By Niels C Sorrells
Neither a borrower nor a lender be. How true, how true Shakespeare’s words are when it comes to current relations between the United States and China.
China’s rebuke of the United States for letting its debt mountain grow might have come as a shock to the US which only a decade ago would have never considered China an equal partner, much less a source for financial advice.
But China’s move could be provoked by necessity as much as anything else.
As we all know the rating agency Standard & Poor’s took the historic decision of downgrading the US debt from AAA - a rating unchanged since 1941 - to a slightly tarnished ranking of AA+ with negative outlook.
While being a major lender to the US certainly gives China a strong voice, its investments are on the line. If the unthinkable were to happen and the United States were to default on its debt, that would mean significant amounts of Chinese capital going up in smoke.
‘The problem for China, at the moment, is there are few places for it to go,’ noted Bates Gill, director of the Stockholm International Peace Research Institute and a scholar on China issues.
Even before the downgrading, US debt jitters had left markets on edge for most of the summer.
The last-minute resolution of negotiations on raising the US debt ceiling did little to calm nerves, especially since it seemed to do so little toward reining in the 14.6-trillion-dollar debt mountain weighing down the United States.
And then China - which has lent the United States more than 1 trillion dollars in the form of bonds - stepped in, issuing a statement through the Xinhua news agency saying it now expects Washington to gets its fiscal house in order.
Noting that it ‘has every right now to demand the United States address its structural debt problems and ensure the safety of China’s dollar assets,’ it slammed the US for its ‘gigantic military expenditure and bloated social welfare costs.’
But are the Chinese showing nerve or nervousness?
‘For China to engage in such very public and high-level finger-wagging is unusual on almost any issue. It is a sign of both its deep concern and its more emboldened sense of confidence on the world stage,’ said Gill.
That puts the United States in an awkward position. Ever since the collapse of the Soviet Union, the US has been the world’s de facto superpower, dispensing advice on everything from finance to defence matters to good governance.
But, after having only tentatively emerged from a global financial crisis most say it was responsible for three years ago, and following Friday’s downgrade fiasco, Washington is now suffering from a serious credibility crisis.
In the meantime, China has continued to breeze through the financial crisis, recording strong growth while its companies swoop down to rescue a score of distressed Western businesses.
That has already boosted China’s international standing, with European leaders flocking to China - not the US - for pledges of support to back the euro as Europe undergoes its own financial crisis.
It’s also meant that developing nations have at least given equal hearing to China as it touts its political/economic system, based on limited central planning and trade-offs in democratic freedoms for enhanced stability.
That’s a stark difference to the post-Cold War period, when no one wanted to hear about planned economies and the Washington Consensus of democracy and free markets seemed to be the only game in town.
In a comment published by the Financial Times, Mohamed El-Erian, the head of the investment company PIMCO, says the US downgrading is ‘an unambiguous and loud signal of the country’s eroding economic strength and global standing.’
For US politicians, ‘it renders urgent the need to regain the initiative through better economic policymaking and more coherent governance,’ El-Erian wrote.
Others note that it could also mean the US signing on to proposals by the Group of 20 countries to rein in the ability of the ratings agencies to set market terms, an idea that has been embraced by European leaders like Nicolas Sarkozy.
The French president still blames the agencies for their role in the 2007-08 financial crisis.
Whichever way it goes, China will be watching, ready to comment ... and expecting its money back.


### Required action
In your copy, each record should read exactly as it does below, and no pictures should be present.

### Material for this task

◇ ◇ ◇

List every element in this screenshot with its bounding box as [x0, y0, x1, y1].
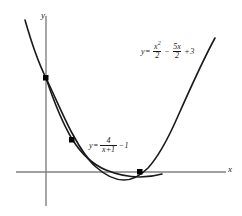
parabola-equals: = [145, 48, 152, 56]
intersection-point [43, 75, 49, 81]
hyperbola-numerator: 4 [105, 137, 113, 145]
hyperbola-equals: = [93, 142, 100, 150]
parabola-term2: 5x 2 [171, 43, 183, 60]
parabola-term1-numerator: x2 [152, 43, 163, 51]
intersection-point [137, 169, 143, 175]
hyperbola-equation-label: y = 4 x+1 − 1 [89, 137, 129, 154]
hyperbola-curve [46, 78, 162, 177]
math-figure: y x y = x2 2 − 5x 2 + 3 y = 4 x+1 [0, 0, 242, 216]
parabola-constant: 3 [190, 48, 194, 56]
parabola-minus: − [164, 48, 171, 56]
parabola-term1-denominator: 2 [153, 51, 161, 60]
x-axis-label: x [228, 165, 232, 174]
parabola-equation-label: y = x2 2 − 5x 2 + 3 [141, 43, 194, 60]
plot-canvas [0, 0, 242, 216]
parabola-term2-numerator: 5x [171, 43, 183, 51]
hyperbola-denominator: x+1 [100, 145, 117, 154]
hyperbola-constant: 1 [125, 142, 129, 150]
hyperbola-fraction: 4 x+1 [100, 137, 117, 154]
intersection-point [69, 137, 75, 143]
parabola-term1: x2 2 [152, 43, 163, 60]
y-axis-label: y [41, 11, 45, 20]
parabola-term2-denominator: 2 [173, 51, 181, 60]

◇ ◇ ◇

### Solution
List every element in this screenshot with its bounding box as [x0, y0, x1, y1].
parabola-equals: = [145, 48, 152, 56]
intersection-point [43, 75, 49, 81]
hyperbola-numerator: 4 [105, 137, 113, 145]
hyperbola-equals: = [93, 142, 100, 150]
parabola-term2: 5x 2 [171, 43, 183, 60]
parabola-term1-numerator: x2 [152, 43, 163, 51]
intersection-point [137, 169, 143, 175]
hyperbola-equation-label: y = 4 x+1 − 1 [89, 137, 129, 154]
hyperbola-curve [46, 78, 162, 177]
math-figure: y x y = x2 2 − 5x 2 + 3 y = 4 x+1 [0, 0, 242, 216]
parabola-constant: 3 [190, 48, 194, 56]
parabola-minus: − [164, 48, 171, 56]
parabola-term1-denominator: 2 [153, 51, 161, 60]
x-axis-label: x [228, 165, 232, 174]
parabola-equation-label: y = x2 2 − 5x 2 + 3 [141, 43, 194, 60]
plot-canvas [0, 0, 242, 216]
parabola-term2-numerator: 5x [171, 43, 183, 51]
hyperbola-denominator: x+1 [100, 145, 117, 154]
hyperbola-constant: 1 [125, 142, 129, 150]
hyperbola-fraction: 4 x+1 [100, 137, 117, 154]
intersection-point [69, 137, 75, 143]
parabola-term1: x2 2 [152, 43, 163, 60]
y-axis-label: y [41, 11, 45, 20]
parabola-term2-denominator: 2 [173, 51, 181, 60]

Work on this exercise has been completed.